This is a graph of the frequency of Tweets by character length (1 to 140 characters) from the 500 million Tweet sample used by Scott Golder and Vladimir Barash (sample extracted from Twitter in late 2009) in their academic papers. View this graph in comparison to a Twitter employee’s set of graphs that describe the typical length of a Tweet. Current Tweets have a number of changes (different text processing in the twitter-text API, wrapping of URLs, different application distributions, etc.) Note that the early peak seen in the current Twitter graphs is much less pronounced. Another note is that this graph shifts a little depending on how the Tweets are processed. More on that some other time.Thanks to Scott Golder and Vladimir Barash for letting me use this data. 

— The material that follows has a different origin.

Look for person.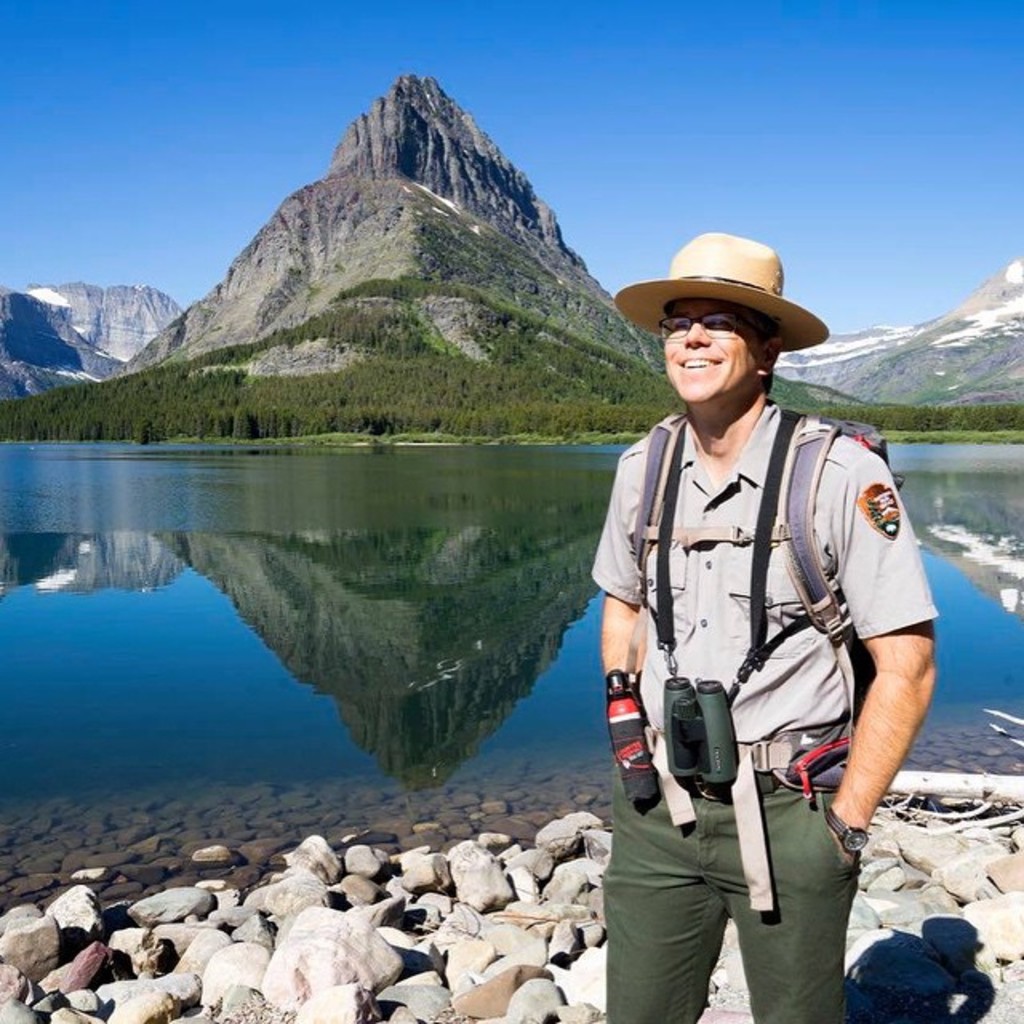
Found: <region>507, 203, 944, 1022</region>.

This is a graph of the frequency of Tweets by character length (1 to 140 characters) from the 500 million Tweet sample used by Scott Golder and Vladimir Barash (sample extracted from Twitter in late 2009) in their academic papers. View this graph in comparison to a Twitter employee’s set of graphs that describe the typical length of a TweetCurrent Tweets have a number of changes (different text processing in the twitter-text API, wrapping of URLs, different application distributions, etc.) Note that the early peak seen in the current Twitter graphs is much less pronounced. Another note is that this graph shifts a little depending on how the Tweets are processed. More on that some other time.

Thanks to 
Scott Golder and Vladimir Barash for letting me use this data.